© Chloé Azzopardi
Chloé Azzopardi is a visual artist and photographer who dissolves the line between human presence and the living world. Through finely tuned images, she reveals the subtle negotiations between bodies, materials and landscape, inviting viewers to rethink how we sense and inhabit our surroundings. With a signature blend of poetic subtlety and conceptual clarity, Azzopardi creates images that offer a lucid, quietly radical way of interpreting our entanglement with Mother Nature, producing work that is deeply attuned to the ecological moment.
Contemporary cultural imagination has shifted from bright technological optimism to a future cast in the shadows of scarcity and ecological instability. Images of planetary depletion now dominate visual culture, reflecting a growing awareness that the infrastructures sustaining modern life rely on materials and ecosystems stretched to their limits.
Within this context, Chloé Milos Azzopardi's Non Technological Devices offers a strikingly different lens through which to consider what lies ahead. Rather than extending the narrative of collapse, her work turns toward the possibility of reconfiguring our relationship to the environments we inhabit. The exhibition interweaves photography, sculptural construction and performative gesture, generating a world where bodily presence and natural matter become inseparable.
© Chloé Azzopardi
At the core of the series are objects crafted from materials gathered directly from the land: fragments of wood, shells, ice, and other elements that defy permanence. These structures echo technological devices only enough to unsettle our habitual expectations of what tools should look like. They are neither replicas nor critiques in a literal sense; instead, they operate as propositions; suggestive forms that explore how the body might adapt when the logic of industrial production no longer holds.
The devices hover between artefact and organism. Some appear to brace or shield the wearer, others to heighten sensory perception, and many refuse any clear functional explanation altogether. This ambiguity is deliberate. By withholding utility, Azzopardi shifts attention from what the objects do to how they reorganise perception. In her photographs, the interactions between bodies and these fragile constructions register as experiments in attunement: touch becomes investigative, sight becomes relational, and the environment becomes an active collaborator rather than a backdrop.
This reorientation is grounded in a broader provocation: what alternative futures might emerge if we relinquish the fantasy that technological progression must take the form of increasing artificiality? Azzopardi's work suggests that reimagining augmentation through ecological attentiveness, rather than extraction, opens up other pathways forward. The materials themselves carry this argument; their origin in the landscape binds the objects to the conditions they implicitly address.
The devices are seen as provisional tools for a world navigating the consequences of long-standing environmental strain. Azzopardi's devices read as a quiet warning. She doesn't dismiss technological progress, but she insists we reckon with its ecological cost.
This research positions itself at the intersection of ecological thought, technological commentary and posthuman inquiry. Non Technological Devices examines the complex impacts of human intervention on natural systems and seeks to envision new forms of coexistence with the living world. In doing so, it gestures toward the emergence of an iconography of ecological self-defence; an aesthetic framework capable of articulating resistance, resilience and relationality in a time of planetary precarity.
Through their precarious forms and speculative presence, Azzopardi's constructions prompt us to scrutinise the assumptions that underlie our desires for progress and to acknowledge the fragility of the conditions that make any future possible.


--- GOAL OF THE EXERCISE ---
A word-for-word copy of the data is what's wanted; pictures stay out of it.

--- EXTRACTED INFORMATION ---
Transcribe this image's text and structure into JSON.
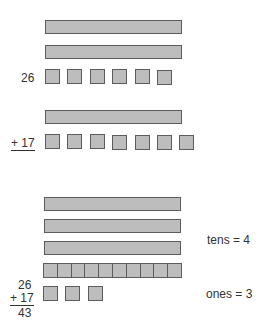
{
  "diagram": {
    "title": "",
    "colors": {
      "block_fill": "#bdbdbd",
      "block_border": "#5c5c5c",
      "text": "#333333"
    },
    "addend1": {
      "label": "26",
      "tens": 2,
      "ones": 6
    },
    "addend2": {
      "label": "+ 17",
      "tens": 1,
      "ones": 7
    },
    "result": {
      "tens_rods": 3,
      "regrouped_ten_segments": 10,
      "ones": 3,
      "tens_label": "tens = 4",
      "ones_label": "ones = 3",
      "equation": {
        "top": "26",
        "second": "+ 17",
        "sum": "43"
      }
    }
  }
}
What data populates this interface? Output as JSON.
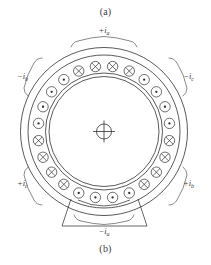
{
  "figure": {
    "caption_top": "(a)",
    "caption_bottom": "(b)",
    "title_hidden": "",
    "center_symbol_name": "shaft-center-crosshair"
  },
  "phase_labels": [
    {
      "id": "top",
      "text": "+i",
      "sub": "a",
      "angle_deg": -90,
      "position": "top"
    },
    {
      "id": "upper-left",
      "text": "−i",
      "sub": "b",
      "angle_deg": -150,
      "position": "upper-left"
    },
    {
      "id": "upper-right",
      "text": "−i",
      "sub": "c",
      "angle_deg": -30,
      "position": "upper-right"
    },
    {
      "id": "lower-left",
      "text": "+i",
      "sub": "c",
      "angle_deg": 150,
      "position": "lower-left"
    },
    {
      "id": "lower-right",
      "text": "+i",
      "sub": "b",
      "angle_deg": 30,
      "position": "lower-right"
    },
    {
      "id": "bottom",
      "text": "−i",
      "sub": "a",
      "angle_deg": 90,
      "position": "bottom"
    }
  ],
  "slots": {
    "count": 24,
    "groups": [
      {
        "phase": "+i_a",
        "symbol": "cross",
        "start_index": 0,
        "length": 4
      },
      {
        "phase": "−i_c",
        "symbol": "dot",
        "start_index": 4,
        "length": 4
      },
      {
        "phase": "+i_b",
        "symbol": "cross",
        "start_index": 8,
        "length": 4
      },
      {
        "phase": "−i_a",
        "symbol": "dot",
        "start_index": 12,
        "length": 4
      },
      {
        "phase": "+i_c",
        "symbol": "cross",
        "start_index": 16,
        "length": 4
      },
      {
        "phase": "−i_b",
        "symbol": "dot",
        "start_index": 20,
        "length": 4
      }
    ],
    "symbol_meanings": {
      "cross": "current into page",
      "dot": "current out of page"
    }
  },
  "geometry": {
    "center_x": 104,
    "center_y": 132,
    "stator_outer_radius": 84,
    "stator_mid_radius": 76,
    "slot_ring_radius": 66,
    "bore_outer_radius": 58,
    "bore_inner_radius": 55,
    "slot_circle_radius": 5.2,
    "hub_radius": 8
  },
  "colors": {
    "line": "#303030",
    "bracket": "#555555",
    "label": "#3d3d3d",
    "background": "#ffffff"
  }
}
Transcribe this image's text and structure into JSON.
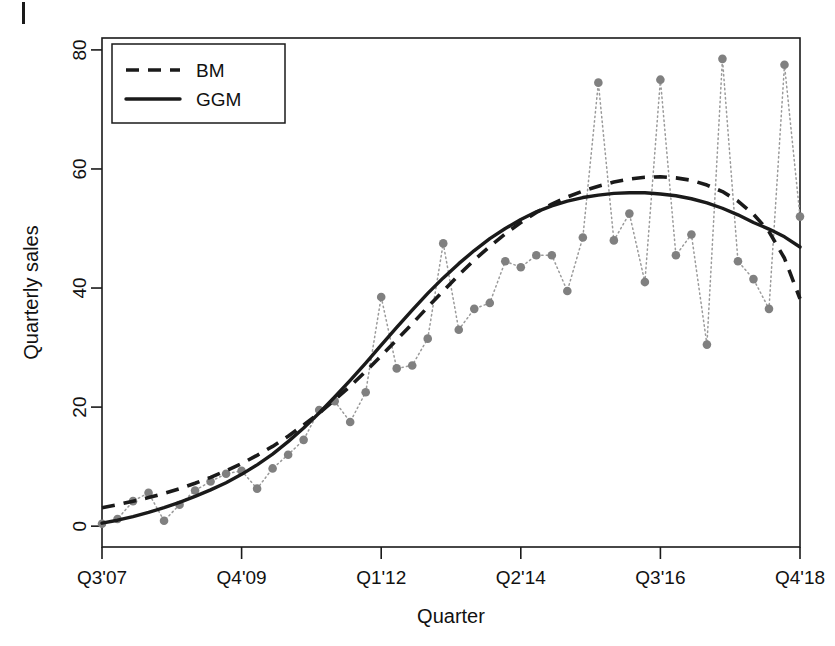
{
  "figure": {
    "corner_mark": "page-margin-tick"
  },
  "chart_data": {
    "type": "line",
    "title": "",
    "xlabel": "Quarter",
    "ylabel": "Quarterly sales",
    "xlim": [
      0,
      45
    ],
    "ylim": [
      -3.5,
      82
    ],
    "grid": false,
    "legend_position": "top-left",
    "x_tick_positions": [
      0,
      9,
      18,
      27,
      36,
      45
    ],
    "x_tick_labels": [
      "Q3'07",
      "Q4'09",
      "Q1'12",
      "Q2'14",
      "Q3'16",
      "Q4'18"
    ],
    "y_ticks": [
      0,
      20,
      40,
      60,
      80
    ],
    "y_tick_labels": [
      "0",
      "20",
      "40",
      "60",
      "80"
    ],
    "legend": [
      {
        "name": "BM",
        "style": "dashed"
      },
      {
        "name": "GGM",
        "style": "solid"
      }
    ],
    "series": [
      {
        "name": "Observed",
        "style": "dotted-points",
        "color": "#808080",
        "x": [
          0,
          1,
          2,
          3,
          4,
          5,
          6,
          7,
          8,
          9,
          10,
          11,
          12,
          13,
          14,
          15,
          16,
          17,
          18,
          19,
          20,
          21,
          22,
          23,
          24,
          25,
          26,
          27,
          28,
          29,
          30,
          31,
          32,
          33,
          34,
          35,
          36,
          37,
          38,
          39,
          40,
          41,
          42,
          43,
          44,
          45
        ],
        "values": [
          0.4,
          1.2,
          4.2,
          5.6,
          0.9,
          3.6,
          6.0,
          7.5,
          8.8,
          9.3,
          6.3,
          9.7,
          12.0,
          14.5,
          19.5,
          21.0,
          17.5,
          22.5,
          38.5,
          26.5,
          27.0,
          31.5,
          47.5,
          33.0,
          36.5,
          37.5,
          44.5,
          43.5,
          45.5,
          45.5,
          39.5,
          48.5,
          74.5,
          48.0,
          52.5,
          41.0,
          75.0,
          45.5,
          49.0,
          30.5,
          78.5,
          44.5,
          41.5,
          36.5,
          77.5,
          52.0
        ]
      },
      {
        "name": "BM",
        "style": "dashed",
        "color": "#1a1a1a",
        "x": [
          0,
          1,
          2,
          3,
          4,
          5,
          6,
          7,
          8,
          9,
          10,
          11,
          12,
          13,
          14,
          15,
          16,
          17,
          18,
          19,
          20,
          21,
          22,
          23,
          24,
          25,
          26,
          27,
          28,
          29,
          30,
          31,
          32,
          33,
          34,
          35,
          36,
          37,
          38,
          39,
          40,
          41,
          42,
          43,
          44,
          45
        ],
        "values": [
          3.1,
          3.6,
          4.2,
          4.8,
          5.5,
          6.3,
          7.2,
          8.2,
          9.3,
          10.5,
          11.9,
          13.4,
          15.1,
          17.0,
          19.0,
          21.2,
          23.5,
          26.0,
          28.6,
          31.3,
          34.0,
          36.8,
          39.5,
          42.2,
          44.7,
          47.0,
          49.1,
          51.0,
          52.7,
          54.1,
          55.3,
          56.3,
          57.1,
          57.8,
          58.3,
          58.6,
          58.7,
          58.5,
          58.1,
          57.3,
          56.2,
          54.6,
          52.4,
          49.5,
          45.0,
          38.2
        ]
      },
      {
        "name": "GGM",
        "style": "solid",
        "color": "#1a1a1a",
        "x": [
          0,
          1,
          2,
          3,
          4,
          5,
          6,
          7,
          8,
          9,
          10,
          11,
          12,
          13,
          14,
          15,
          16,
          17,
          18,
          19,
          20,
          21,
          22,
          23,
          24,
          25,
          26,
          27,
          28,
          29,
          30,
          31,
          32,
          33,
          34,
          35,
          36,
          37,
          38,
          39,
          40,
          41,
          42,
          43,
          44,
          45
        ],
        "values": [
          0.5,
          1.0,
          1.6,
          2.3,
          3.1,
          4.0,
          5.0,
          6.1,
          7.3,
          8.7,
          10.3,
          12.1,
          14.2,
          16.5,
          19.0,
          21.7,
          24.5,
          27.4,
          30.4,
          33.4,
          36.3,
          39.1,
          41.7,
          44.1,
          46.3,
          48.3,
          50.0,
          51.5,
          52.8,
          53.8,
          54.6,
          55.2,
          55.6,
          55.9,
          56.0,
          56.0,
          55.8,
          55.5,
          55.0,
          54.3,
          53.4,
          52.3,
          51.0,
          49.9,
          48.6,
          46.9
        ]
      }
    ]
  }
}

--- EXPECTED ANSWER ---
Transcribe this image's text and structure into JSON.
{
  "diagram": {
    "title": "",
    "colors": {
      "block_fill": "#bdbdbd",
      "block_border": "#5c5c5c",
      "text": "#333333"
    },
    "addend1": {
      "label": "26",
      "tens": 2,
      "ones": 6
    },
    "addend2": {
      "label": "+ 17",
      "tens": 1,
      "ones": 7
    },
    "result": {
      "tens_rods": 3,
      "regrouped_ten_segments": 10,
      "ones": 3,
      "tens_label": "tens = 4",
      "ones_label": "ones = 3",
      "equation": {
        "top": "26",
        "second": "+ 17",
        "sum": "43"
      }
    }
  }
}
What data populates this interface? Output as JSON.
{
  "figure": {
    "caption_top": "(a)",
    "caption_bottom": "(b)",
    "title_hidden": "",
    "center_symbol_name": "shaft-center-crosshair"
  },
  "phase_labels": [
    {
      "id": "top",
      "text": "+i",
      "sub": "a",
      "angle_deg": -90,
      "position": "top"
    },
    {
      "id": "upper-left",
      "text": "−i",
      "sub": "b",
      "angle_deg": -150,
      "position": "upper-left"
    },
    {
      "id": "upper-right",
      "text": "−i",
      "sub": "c",
      "angle_deg": -30,
      "position": "upper-right"
    },
    {
      "id": "lower-left",
      "text": "+i",
      "sub": "c",
      "angle_deg": 150,
      "position": "lower-left"
    },
    {
      "id": "lower-right",
      "text": "+i",
      "sub": "b",
      "angle_deg": 30,
      "position": "lower-right"
    },
    {
      "id": "bottom",
      "text": "−i",
      "sub": "a",
      "angle_deg": 90,
      "position": "bottom"
    }
  ],
  "slots": {
    "count": 24,
    "groups": [
      {
        "phase": "+i_a",
        "symbol": "cross",
        "start_index": 0,
        "length": 4
      },
      {
        "phase": "−i_c",
        "symbol": "dot",
        "start_index": 4,
        "length": 4
      },
      {
        "phase": "+i_b",
        "symbol": "cross",
        "start_index": 8,
        "length": 4
      },
      {
        "phase": "−i_a",
        "symbol": "dot",
        "start_index": 12,
        "length": 4
      },
      {
        "phase": "+i_c",
        "symbol": "cross",
        "start_index": 16,
        "length": 4
      },
      {
        "phase": "−i_b",
        "symbol": "dot",
        "start_index": 20,
        "length": 4
      }
    ],
    "symbol_meanings": {
      "cross": "current into page",
      "dot": "current out of page"
    }
  },
  "geometry": {
    "center_x": 104,
    "center_y": 132,
    "stator_outer_radius": 84,
    "stator_mid_radius": 76,
    "slot_ring_radius": 66,
    "bore_outer_radius": 58,
    "bore_inner_radius": 55,
    "slot_circle_radius": 5.2,
    "hub_radius": 8
  },
  "colors": {
    "line": "#303030",
    "bracket": "#555555",
    "label": "#3d3d3d",
    "background": "#ffffff"
  }
}
Transcribe this image's text and structure into JSON.
{
  "figure": {
    "corner_mark": "page-margin-tick"
  },
  "chart_data": {
    "type": "line",
    "title": "",
    "xlabel": "Quarter",
    "ylabel": "Quarterly sales",
    "xlim": [
      0,
      45
    ],
    "ylim": [
      -3.5,
      82
    ],
    "grid": false,
    "legend_position": "top-left",
    "x_tick_positions": [
      0,
      9,
      18,
      27,
      36,
      45
    ],
    "x_tick_labels": [
      "Q3'07",
      "Q4'09",
      "Q1'12",
      "Q2'14",
      "Q3'16",
      "Q4'18"
    ],
    "y_ticks": [
      0,
      20,
      40,
      60,
      80
    ],
    "y_tick_labels": [
      "0",
      "20",
      "40",
      "60",
      "80"
    ],
    "legend": [
      {
        "name": "BM",
        "style": "dashed"
      },
      {
        "name": "GGM",
        "style": "solid"
      }
    ],
    "series": [
      {
        "name": "Observed",
        "style": "dotted-points",
        "color": "#808080",
        "x": [
          0,
          1,
          2,
          3,
          4,
          5,
          6,
          7,
          8,
          9,
          10,
          11,
          12,
          13,
          14,
          15,
          16,
          17,
          18,
          19,
          20,
          21,
          22,
          23,
          24,
          25,
          26,
          27,
          28,
          29,
          30,
          31,
          32,
          33,
          34,
          35,
          36,
          37,
          38,
          39,
          40,
          41,
          42,
          43,
          44,
          45
        ],
        "values": [
          0.4,
          1.2,
          4.2,
          5.6,
          0.9,
          3.6,
          6.0,
          7.5,
          8.8,
          9.3,
          6.3,
          9.7,
          12.0,
          14.5,
          19.5,
          21.0,
          17.5,
          22.5,
          38.5,
          26.5,
          27.0,
          31.5,
          47.5,
          33.0,
          36.5,
          37.5,
          44.5,
          43.5,
          45.5,
          45.5,
          39.5,
          48.5,
          74.5,
          48.0,
          52.5,
          41.0,
          75.0,
          45.5,
          49.0,
          30.5,
          78.5,
          44.5,
          41.5,
          36.5,
          77.5,
          52.0
        ]
      },
      {
        "name": "BM",
        "style": "dashed",
        "color": "#1a1a1a",
        "x": [
          0,
          1,
          2,
          3,
          4,
          5,
          6,
          7,
          8,
          9,
          10,
          11,
          12,
          13,
          14,
          15,
          16,
          17,
          18,
          19,
          20,
          21,
          22,
          23,
          24,
          25,
          26,
          27,
          28,
          29,
          30,
          31,
          32,
          33,
          34,
          35,
          36,
          37,
          38,
          39,
          40,
          41,
          42,
          43,
          44,
          45
        ],
        "values": [
          3.1,
          3.6,
          4.2,
          4.8,
          5.5,
          6.3,
          7.2,
          8.2,
          9.3,
          10.5,
          11.9,
          13.4,
          15.1,
          17.0,
          19.0,
          21.2,
          23.5,
          26.0,
          28.6,
          31.3,
          34.0,
          36.8,
          39.5,
          42.2,
          44.7,
          47.0,
          49.1,
          51.0,
          52.7,
          54.1,
          55.3,
          56.3,
          57.1,
          57.8,
          58.3,
          58.6,
          58.7,
          58.5,
          58.1,
          57.3,
          56.2,
          54.6,
          52.4,
          49.5,
          45.0,
          38.2
        ]
      },
      {
        "name": "GGM",
        "style": "solid",
        "color": "#1a1a1a",
        "x": [
          0,
          1,
          2,
          3,
          4,
          5,
          6,
          7,
          8,
          9,
          10,
          11,
          12,
          13,
          14,
          15,
          16,
          17,
          18,
          19,
          20,
          21,
          22,
          23,
          24,
          25,
          26,
          27,
          28,
          29,
          30,
          31,
          32,
          33,
          34,
          35,
          36,
          37,
          38,
          39,
          40,
          41,
          42,
          43,
          44,
          45
        ],
        "values": [
          0.5,
          1.0,
          1.6,
          2.3,
          3.1,
          4.0,
          5.0,
          6.1,
          7.3,
          8.7,
          10.3,
          12.1,
          14.2,
          16.5,
          19.0,
          21.7,
          24.5,
          27.4,
          30.4,
          33.4,
          36.3,
          39.1,
          41.7,
          44.1,
          46.3,
          48.3,
          50.0,
          51.5,
          52.8,
          53.8,
          54.6,
          55.2,
          55.6,
          55.9,
          56.0,
          56.0,
          55.8,
          55.5,
          55.0,
          54.3,
          53.4,
          52.3,
          51.0,
          49.9,
          48.6,
          46.9
        ]
      }
    ]
  }
}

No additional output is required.